Your regex fails because you only check the cases in which there are :
after hostname
. But you also need to check if you have a -
:
import re
textos = [ 'INSTANCE-hostname:Sys', 'INSTANCE-hostname-INSTANCE_00:Ins' ]
r = re.compile(r'^[^-]+-([^-:]+)[-:]')
for texto in textos:
m = r.match(texto)
if m:
print(m.group(1))
The bookmark ^
indicates that I will start searching at the beginning of the string.
regex searches for several characters that are not hyphens ([^-]+
), followed by a hyphen, followed by several characters that are neither hyphenated nor colon ([^-:]+
), followed by a hyphen or two dots ([-:]
).
The part I want to catch (right after the first hyphen) is in parentheses to form a catch group.
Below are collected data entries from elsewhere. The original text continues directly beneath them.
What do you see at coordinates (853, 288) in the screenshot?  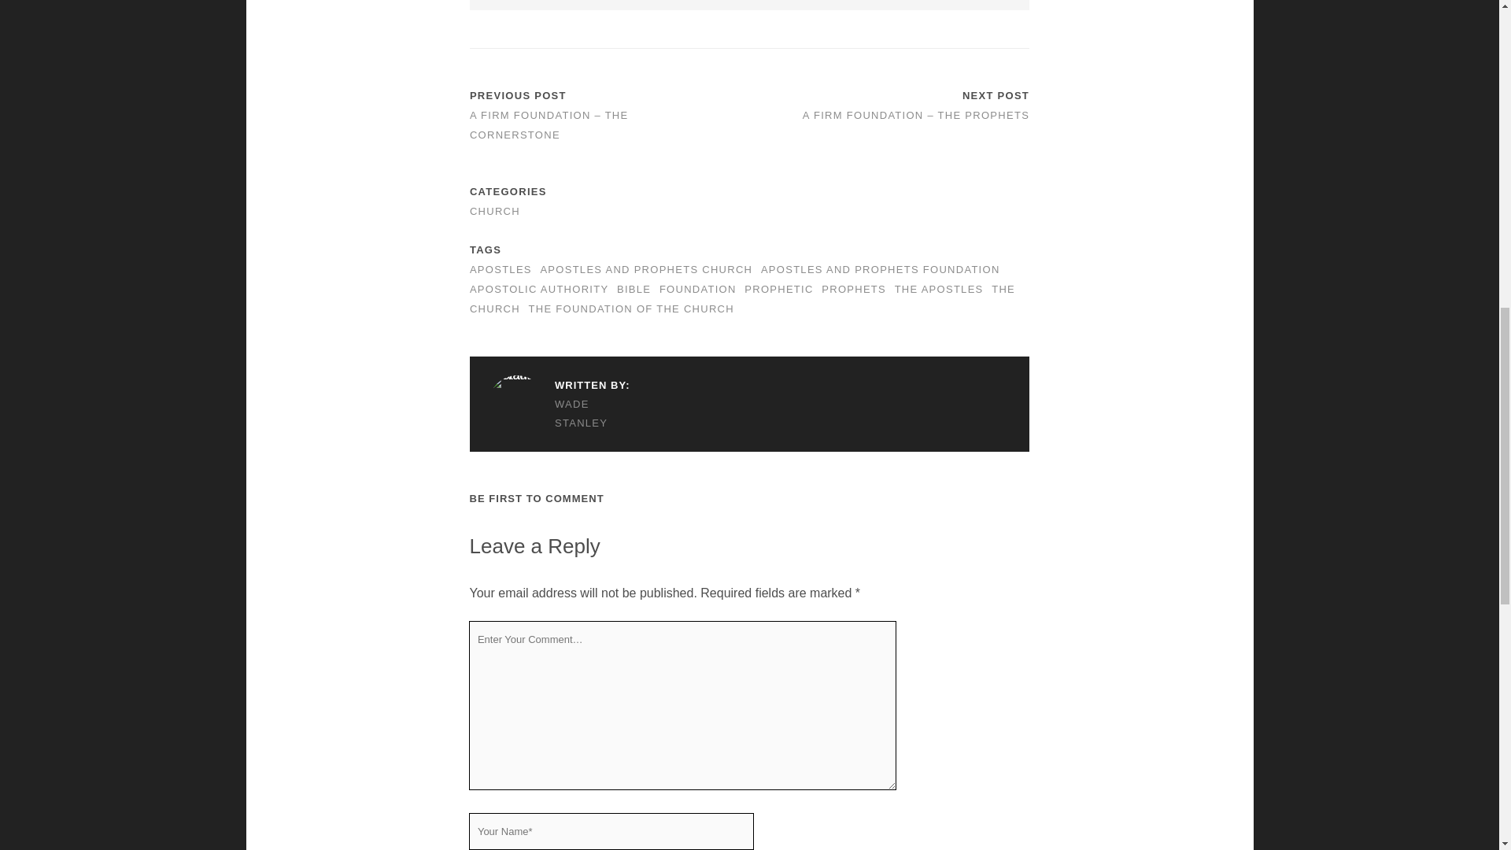 I see `PROPHETS` at bounding box center [853, 288].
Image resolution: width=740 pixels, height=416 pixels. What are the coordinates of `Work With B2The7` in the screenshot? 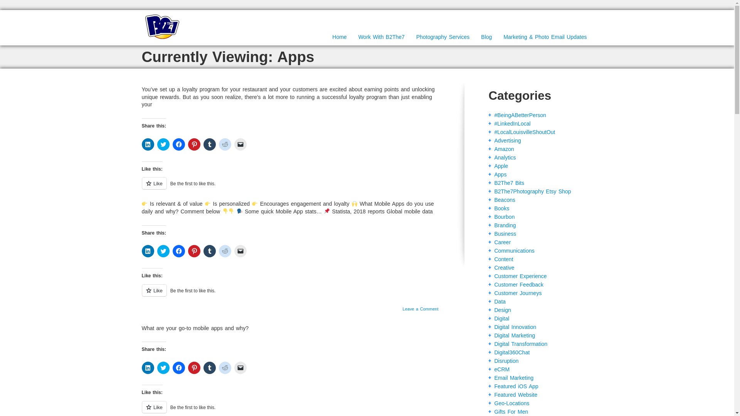 It's located at (381, 37).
Then I can catch this group using group(1)
(i use 1
because it is the first pair of parentheses of regex, and so is the first group).
The exit is:
hostname
hostname
If the part corresponding to "hostname" will always be "one or more letters", you can also use:
r = re.compile(r'^[^-]+-([a-zA-Z]+)[-:]')
This can give different results depending on the strings you use, since [^-:]+
consider any characters that are not -
or :
(that is, line breaks, numbers, punctuation marks, spaces, etc). But if you use [a-zA-Z]
, you restrict only to what you need (the ideal in regex is to try, as far as possible, say exactly what you want and what you don’t want).
was very good his answer, I could understand exactly where my regex was failing, thank you very much for the help and for having formulated the script in python along with the regex !!
– Luis Henrique
@Luisv. Just remembering that if the answer solved your problem, you can accept it, see here how and why to do it. It is not mandatory, but it is a good practice of the site, to indicate to future visitors that it solved the problem.
– hkotsubo
I will accept yes, I’m just waiting to finish the time, still blocked to accept answers!
– Luis Henrique
@Luisv. Oh yeah, I forgot I had this minimum time to accept... :-)
– hkotsubo
Done, thank you very much !!
– Luis Henrique
so a doubt, when I have the following case 'INSTANCE-hostname_INSTANCE_00:Ins', the above regex applies?
– Luis Henrique
@Luisv. No, you’ll have to add the
_
in the list: https://regex101.com/r/QHgxpD/1/– hkotsubo
Perfect, I understood, thank you very much, clarified all my doubts !!